▶ [Problem details]: Among the entries below, copy every line that carries the word "resolution".

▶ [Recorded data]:
Content starts
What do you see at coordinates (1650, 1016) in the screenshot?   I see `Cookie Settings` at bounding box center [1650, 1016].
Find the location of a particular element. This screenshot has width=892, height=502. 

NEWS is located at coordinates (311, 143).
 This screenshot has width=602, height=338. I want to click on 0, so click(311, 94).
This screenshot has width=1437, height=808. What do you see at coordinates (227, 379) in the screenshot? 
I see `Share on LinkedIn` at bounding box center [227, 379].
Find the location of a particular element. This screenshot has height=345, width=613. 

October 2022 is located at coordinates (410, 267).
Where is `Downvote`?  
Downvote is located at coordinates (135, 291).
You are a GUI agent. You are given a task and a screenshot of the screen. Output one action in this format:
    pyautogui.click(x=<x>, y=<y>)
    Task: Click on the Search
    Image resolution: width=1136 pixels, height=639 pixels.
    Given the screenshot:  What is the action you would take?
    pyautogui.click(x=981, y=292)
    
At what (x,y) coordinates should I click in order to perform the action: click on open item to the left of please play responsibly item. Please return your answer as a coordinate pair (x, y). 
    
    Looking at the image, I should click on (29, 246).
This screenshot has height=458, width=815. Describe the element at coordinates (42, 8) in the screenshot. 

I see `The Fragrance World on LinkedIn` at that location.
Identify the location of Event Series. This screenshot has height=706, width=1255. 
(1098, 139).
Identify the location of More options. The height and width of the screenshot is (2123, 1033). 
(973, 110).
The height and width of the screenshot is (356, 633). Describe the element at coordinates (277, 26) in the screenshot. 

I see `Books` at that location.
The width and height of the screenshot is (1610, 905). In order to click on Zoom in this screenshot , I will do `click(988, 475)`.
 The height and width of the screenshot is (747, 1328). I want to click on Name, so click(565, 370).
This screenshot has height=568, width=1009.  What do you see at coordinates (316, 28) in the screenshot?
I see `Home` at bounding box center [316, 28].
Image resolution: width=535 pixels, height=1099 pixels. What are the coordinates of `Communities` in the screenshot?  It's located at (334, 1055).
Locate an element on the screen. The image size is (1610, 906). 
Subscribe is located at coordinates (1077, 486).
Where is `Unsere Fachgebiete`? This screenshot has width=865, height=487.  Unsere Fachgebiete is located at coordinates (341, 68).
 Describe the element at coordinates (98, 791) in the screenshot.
Content ends
▶ [Answer area]:
    Image resolution: width=1136 pixels, height=639 pixels.
Image resolution: width=535 pixels, height=1099 pixels. What are the coordinates of `Communities` in the screenshot?  It's located at (334, 1055).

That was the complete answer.